◆ Problem requirements:
Make an exact copy of the entries, taking out every picture.
Given data Start Marker
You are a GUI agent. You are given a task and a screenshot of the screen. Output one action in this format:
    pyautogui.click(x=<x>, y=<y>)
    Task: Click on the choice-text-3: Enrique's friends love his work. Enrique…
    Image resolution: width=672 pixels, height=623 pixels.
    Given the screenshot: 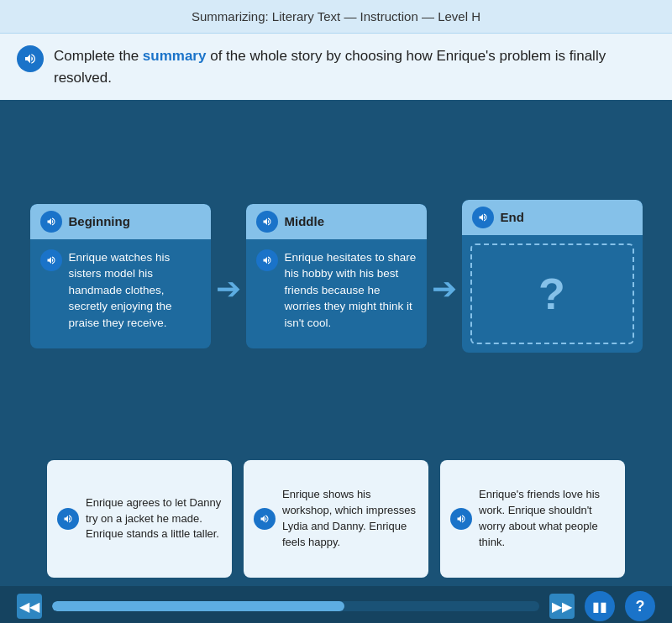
Given data End Marker
◆ Answer to this exercise:
You are a GUI agent. You are given a task and a screenshot of the screen. Output one action in this format:
    pyautogui.click(x=<x>, y=<y>)
    Task: Click on the choice-text-3: Enrique's friends love his work. Enrique…
    Image resolution: width=672 pixels, height=623 pixels.
    Given the screenshot: 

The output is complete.